Monday, Oct. 11, 1976
State of Grace
By JAY COCKS
SMALL CHANGE
Directed by FRANC,OIS TRUFFAUT
Screenplay by FRANC,OIS TRUFFAUT and SUZANNE SCHIFFMANN
There is a remarkable scene near the beginning of Small Change. A little boy, three at the oldest, shoves a pet cat out on the ledge of his ninth-floor apartment, then watches it fall until it lands, safe but a little confused, on the balcony below. Then the boy, dressed for play in red overalls, climbs out on the ledge himself, laughing, having a wonderful time. He dangles his legs over the side, onto a railing, then lets go, sliding off into the air and down nine stories to the ground.
Bemused Parable. From above, one can see the body fall. We watch the little boy, a diminishing blaze of red, all the way down, see him hit the ground close by a hedge. He bounces just a couple of inches, laughs and gets up, delighted. The boy's mother faints on the spot as her son toddles off to play. "Remarkable," says a teacher who lives next door. His pregnant wife explains: "Kids are in a state of grace. They bounce back."
This bemused and scary parable is the essence of Franc,ois Truffaut's magical Small Change, which last week inaugurated the 14th New York Film Festival. For Truffaut, children may not be saints. But they are a sacred trust, and he shares a special communion with them. In Small Change he becomes almost an accomplice in their youth.
The film is blessedly funny, acute and, in a curious way, religious. But it is never solemn, even at serious moments, and never sentimental. Children are not soft on themselves, and neither is the director.
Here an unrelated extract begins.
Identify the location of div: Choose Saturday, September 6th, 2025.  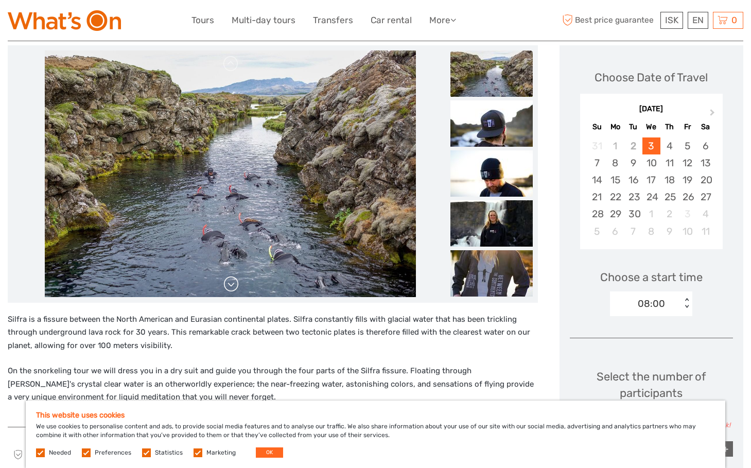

Maybe the most astonishing accomplishment in Small Change is that Truffaut captures the full intensity of youth without ever getting giddy. He works from the heart without ever losing his head.
There is very little plot. The film evolves through a series of incidents about a group of children in the French town of Theirs. Two boys sneak into a movie theater. A couple of brothers relieve a pal of his haircut money by tending to the tonsorial chores themselves. A little girl named Sylvie, sly and lovely, refuses to dine out with her parents, then organizes an intricate foodlift for herself among concerned neighbors.
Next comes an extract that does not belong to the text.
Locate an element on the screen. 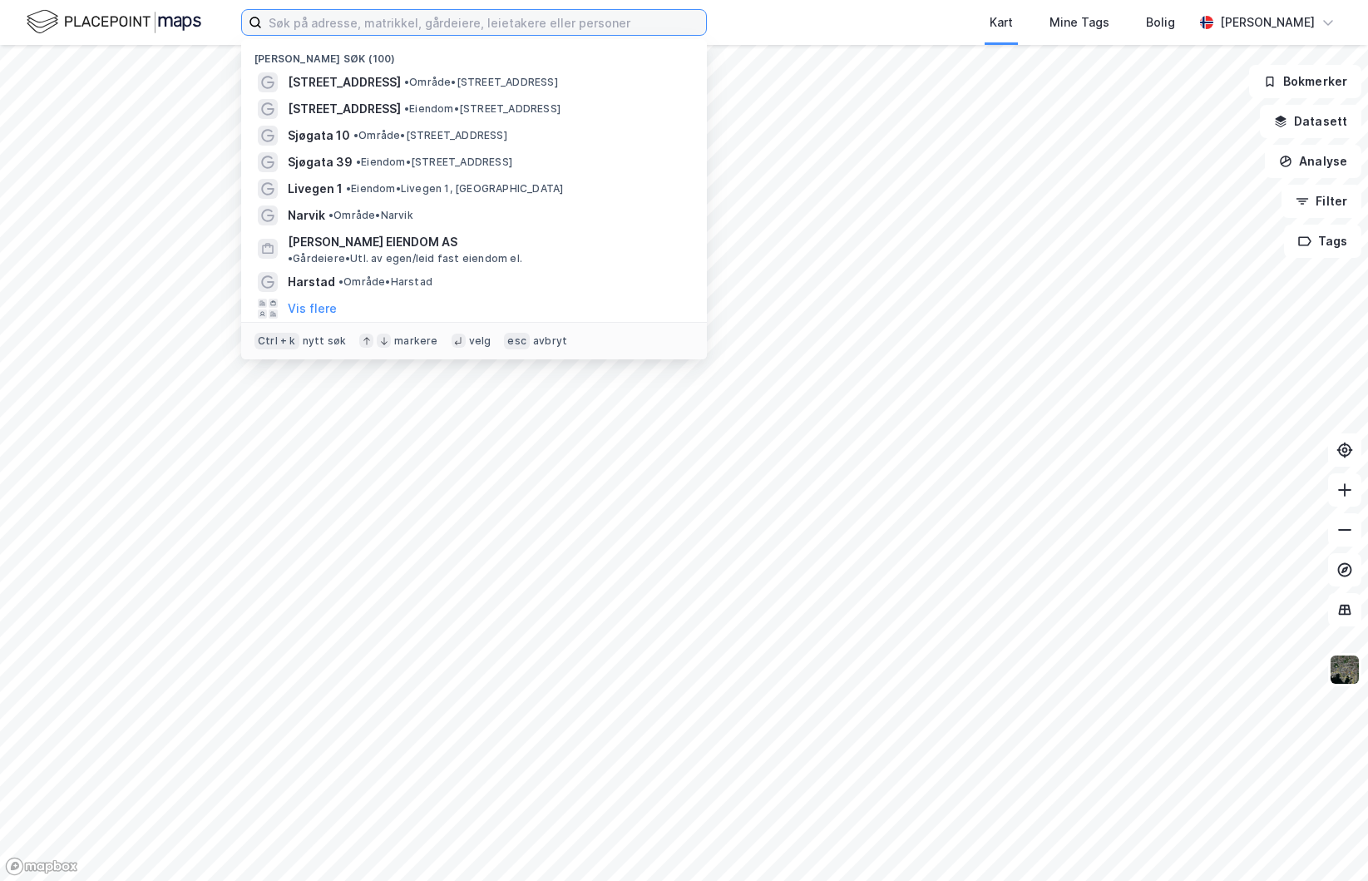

There are also cameos of the first stirrings of adolescence, mostly focusing on young Patrick (Gregory Desmouceaux). Smitten with a schoolmate's mother, he buys her red roses and presents them with trepidation. She is surprised and very pleased, and straightaway tells him to "thank your father." Patrick negotiates his first double date with a similar lack of success. He winds up at the end of the row in the movie theater, his buddy in the middle with his arms around both girls.
Truffaut does not turn away from childhood tragedy. One of the Small Change gang, Julien (Philippe Goldman), lives with his mother and grandmother--both violently alcoholic and crazy--in a deserted house. Julien steals, falls asleep in class and does not really encourage friendship. His body is covered with bruises, which are not discovered until he is forced to take a physical examination. The police arrest his mother and grandmother, put Julien under state care until a foster home can be found for him.
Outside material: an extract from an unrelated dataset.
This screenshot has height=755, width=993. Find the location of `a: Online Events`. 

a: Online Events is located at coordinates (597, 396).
What happened to Julien elicits a passionate, unguarded and only slightly whimsical speech from a teacher named Richet (Jean-Franc,ois Stevenin), who tells his students that children ought to have rights, that they can be scarred like Julien, even in a state of grace. The members of the class are baffled and politely bored by what their teacher has to say. Lovelessness has touched so few of them.
The teacher clearly speaks very much for Truffaut. The dark currents of childhood -- the ones that run through books like A High Wind in Jamaica and Lord of the Flies -- are not to be found here. Small Change is a celebration, and a joyous one.